Bublish Case Study

It’s a great time to be a writer. It’s also kind of a pain. Authors, no matter which route you take, have to be authorpreneurs. Fortunately, book promotion is like 90% digital. Only big name authors get print ads. New companies are creating ways to promote books. Because they want indie/hybrid authors to use them, they’re services are either free or relatively inexpensive. So far, I haven’t run into any shady services. I’m pretty sure they’re out there.

Don’t pay for anything until you thoroughly research the business. Follow publishing professionals- people who know something about the industry.

I learned about Bublish from Book Baby. I trust Book Baby- for now. They did get rid of their free ebook publishing option.

Bublish is a publishing technology company that offers cloud-based tools, metrics and resources to equip today’s business-savvy authors for success.

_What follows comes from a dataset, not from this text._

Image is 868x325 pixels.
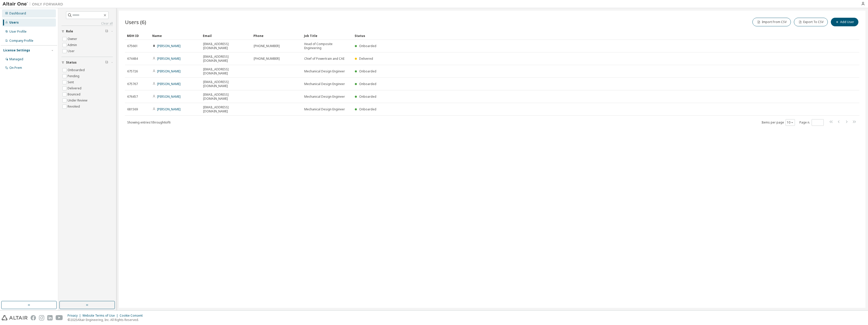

An innovative, award-winning platform, Bublish empowers “authorpreneurs” by providing a complete social marketing and digital publishing solution. Launched at Book Expo America in June of 2012, Bublish is changing the way writers share their stories and reach their readers. Thousands of authors around the world use Bublish to promote their work and build their brand. (Bublish)

Through Bublish, you share excerpts (bubbles) of your story along with some behind-the-scenes info.

You’ll have to upload an epub version of your book. No one can see it but you. They need this file because this is where you get the bubbles from. The snippets can be as long or as short as you want. Bublish gives you a free one month trial. Then, you have to pay for it. I don’t think I’ll be paying for this so I’m trying to get the most out of it before my trial runs out. 

The free version only allows you to upload one book. You have to shell out a few dollars to upload more books.

The profile page and bubble design are amazing. I just want to share them everywhere.

We get some analytics. They tell how many views my bubbles and profile got on Bublish, Twitter and Facebook. They also tell conversions from the bubbles- which online retailers people visited after reading my bubbles.

With most sites like this, you get basic promotion for free. As in, you sign up and they put you under New Authors. After that, you’re on your own. Not so for Bublish. I tweet my bubbles. Bublish retweets them to their 4,000+ followers. In the Twitterverse, 4,000 followers isn’t a lot. But, I have about 1,400. Through Bublish, I have the potential to reach more people.

All I do is create the bubbles and Tweet them. I don’t do anything else to promote my page yet my profile and bubble views keep going up.

I’m not doing this to generate books sales. That would be nice, but my goal is to create conversations about The Sciell– preparing for the release of Book 2, Chains of  the Sciell, in May. So far, I haven’t gotten sales or conversations. I don’t think that’s Bublish’s doing. The bubbles got people to visit online stores. They didn’t buy probably because of the reviews. The bubbles also got people to visit my blog.

I’ll keep trying different excerpts, different Tweets to get people to share content. So far, I’m happy with Bublish.

On an unrelated note, I finished redesigning my publisher/employer’s, Aubey LLC, website. Check it out!